Spheres compiles a series of improvisations recorded on the gigantic Karl Joseph Riepp Trinity Baroque pipe organ at the Benedictine Abbey in Ottobeuren, Germany. Those familiar with Jarrett through the warmth and intimacy of his piano improvisations will be shocked at how positively alien this record sounds, not only because of Jarrett’s atypical playing but the sound of the organ itself. It brings to mind Tangerine Dream’s very early Virgin-era records, which consisted not only of electronic instruments but conventional ones that had been heavily processed with studio effects and tape manipulations. Here, no effects or transformations have been applied; what you hear is exactly what it sounded like the moment it was performed. Most of the peculiar “vocalizations” accomplished with the organ were done by opening and closing some of the stops partway, an effect that almost all pipe organs have had since their creation.

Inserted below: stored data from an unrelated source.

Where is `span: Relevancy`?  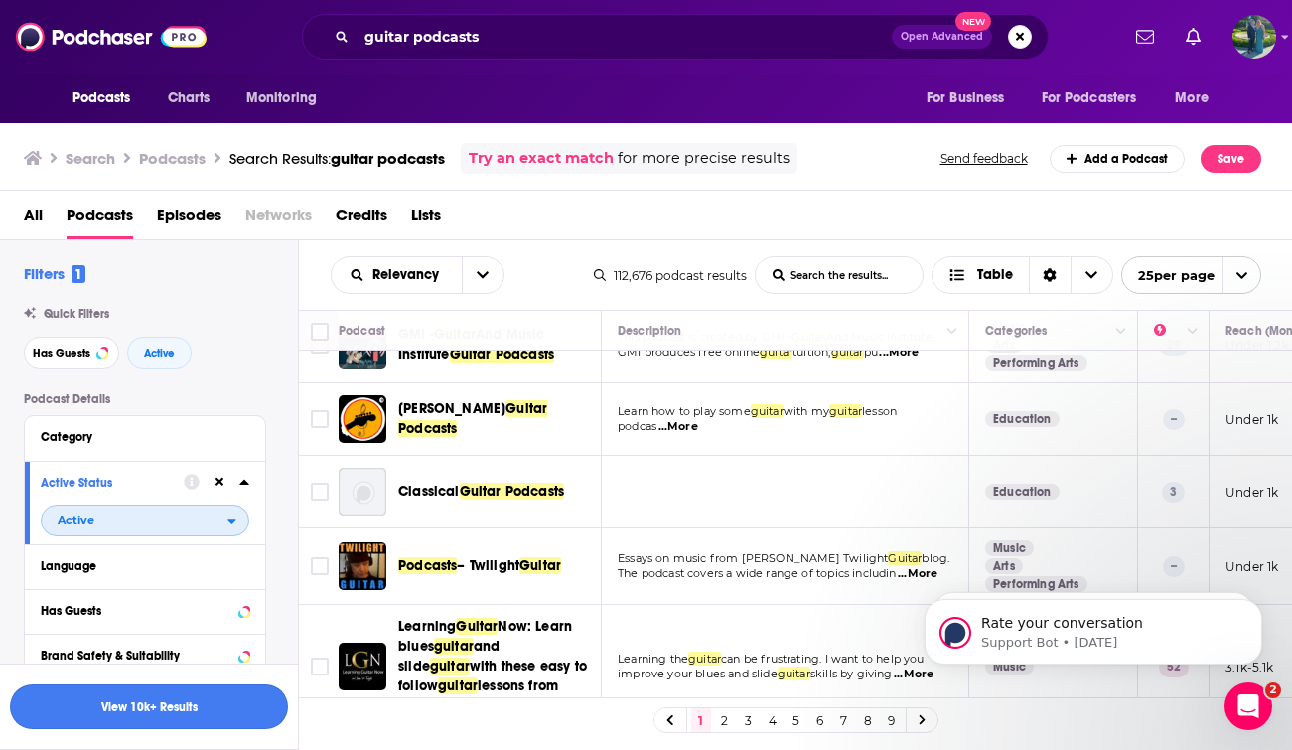
span: Relevancy is located at coordinates (409, 275).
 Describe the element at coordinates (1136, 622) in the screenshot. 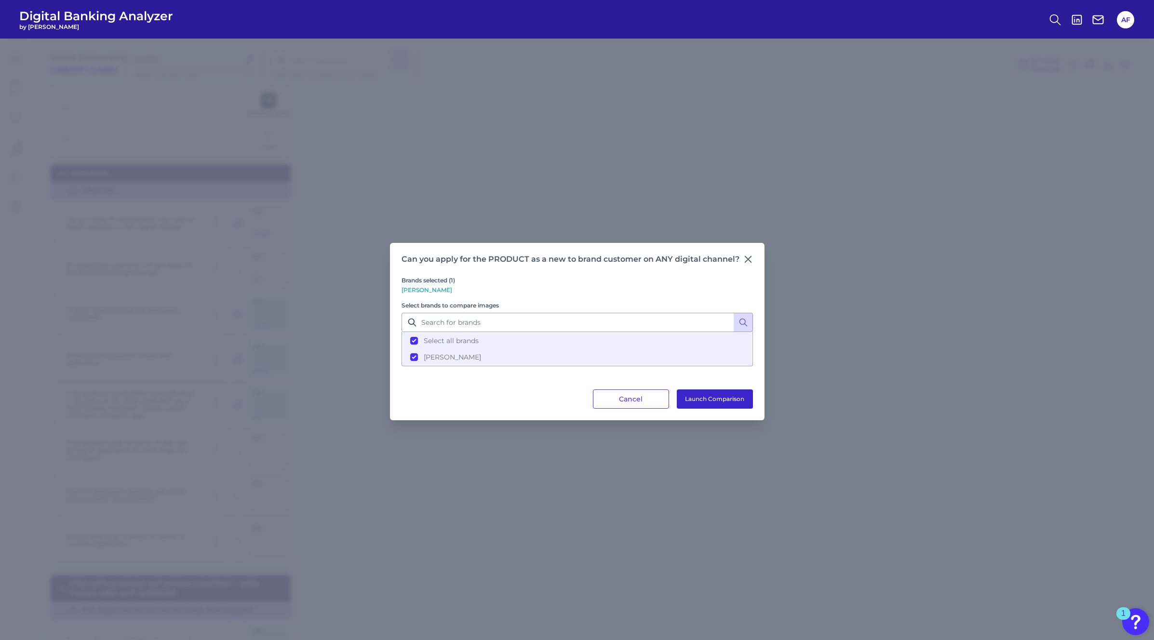

I see `button: Open Resource Center, 1 new notification` at that location.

Because the album bears so little resemblance to the rest of Jarrett’s work, it has an uneven reputation. Lovers of space music or experimental sounds in general (like me) find it fascinating; Jarrett fans think of it mainly as a gross indulgence without any real payoff. That may have been the reason why ECM decided to cut the original fourteen movements down to a mere four: not only did it save them the cost of having to reissue the whole thing on a double CD, but perhaps Jarrett himself decided to take a second look at the album and single out the best works from the dross.

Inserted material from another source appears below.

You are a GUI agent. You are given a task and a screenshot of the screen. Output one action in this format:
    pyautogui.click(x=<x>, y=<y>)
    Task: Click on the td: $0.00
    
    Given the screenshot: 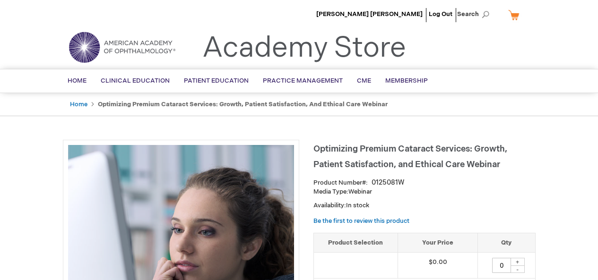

The way I discovered the record was part of the reason why I lament how it has been cut down so severely, and actually involves Tangerine Dream in a tangential way. Back in 1978, Dream were commissioned to create the score for William Friedkin’s Sorcerer—a favorite film of mine; I’m still waiting for a decent DVD edition to review—and did so after having only read the screenplay. Their score complements the movie wonderfully, but one of the most dramatic musical cues in the film is not theirs; it is from the third movement of Spheres. And as you can imagine, the third movement is not on the CD; the only place it has ever appeared is on the LP of Spheres itself. (The first track on the LP, “Hymn of Remembrance”, is available on the Selected Recordings double CD—as well as a totally redundant inclusion of the 7th movement of Spheres.)

I am often drawn to things that are daring but flawed, if only because I can be forgiving of the flaws and see through to the impulse at the heart of the work. I admire Spheres for what it is at its very best, and I suspect a great deal of its worst moments were left behind when it was edited down. But that doesn’t mean I wouldn’t want to find out about them.